My husband fell in love with dates while living in the Middle East. He'd bring back huge bags of them for his family at Christmastime. It's said that in ancient times, middle eastern men would eat up to 6 pounds of dates each day! This doesn't surprise me. I know my husband could eat twice as many. My kids have come to love dates just as much as their father. Eve asks me to pack them whenever it's her turn to bring the class snack. Consequently, she's turned her entire class into date-lovers.
Sunday, January 5
Necessity
Necessity, they say, is the mother of invention. And so this dish was born, out of necessity, last week when we returned home from a road trip with two very hungry children and a kitchen that was nearly void of food.

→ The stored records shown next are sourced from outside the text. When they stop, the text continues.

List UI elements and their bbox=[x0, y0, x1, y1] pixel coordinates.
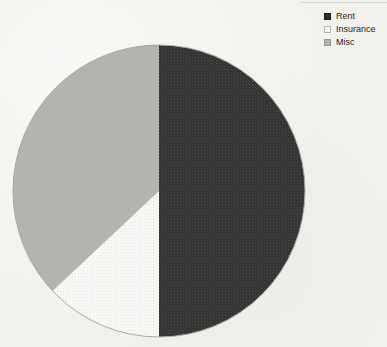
pie-chart bbox=[0, 0, 387, 347]
chart-canvas: Rent Insurance Misc bbox=[0, 0, 387, 347]
legend-item-misc: Misc bbox=[324, 36, 376, 49]
insurance-swatch-icon bbox=[324, 26, 331, 33]
legend-label-misc: Misc bbox=[336, 38, 355, 47]
misc-swatch-icon bbox=[324, 39, 331, 46]
legend-item-insurance: Insurance bbox=[324, 23, 376, 36]
legend-label-rent: Rent bbox=[336, 12, 355, 21]
rent-swatch-icon bbox=[324, 13, 331, 20]
pie-slice-rent bbox=[159, 45, 305, 337]
legend: Rent Insurance Misc bbox=[324, 10, 376, 49]
legend-label-insurance: Insurance bbox=[336, 25, 376, 34]
legend-item-rent: Rent bbox=[324, 10, 376, 23]
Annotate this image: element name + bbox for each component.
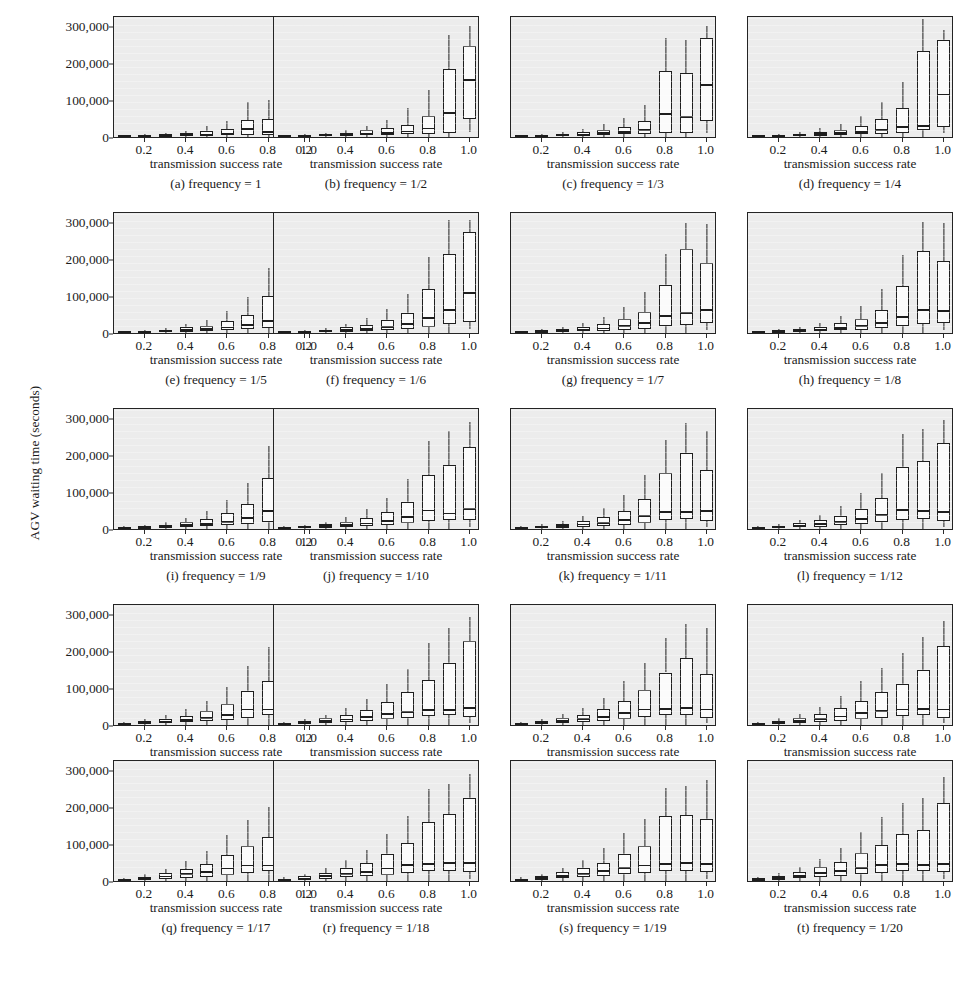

I have a tendency to plan these last minute road trips and just barely squeeze them into the time when the children are off of school. So last week, during the final days of winter break, we packed up the car and headed south to Santa Fe, New Mexico, about six hours away. Just doable with two small children, as long as there are plenty of breaks and a good, long picnic halfway through.
In winter, New Mexico is magical. Most people imagine that it's hot, but in the high mountains it has the feel of a ghostly winter wonderland. The red rocks of the mesas glow brilliantly in the setting sun, as if lit from within. The heady smell of piƱon smoke settles in the valleys, and patches of untouched snow shimmer like a thousand lakes on the dessert floor.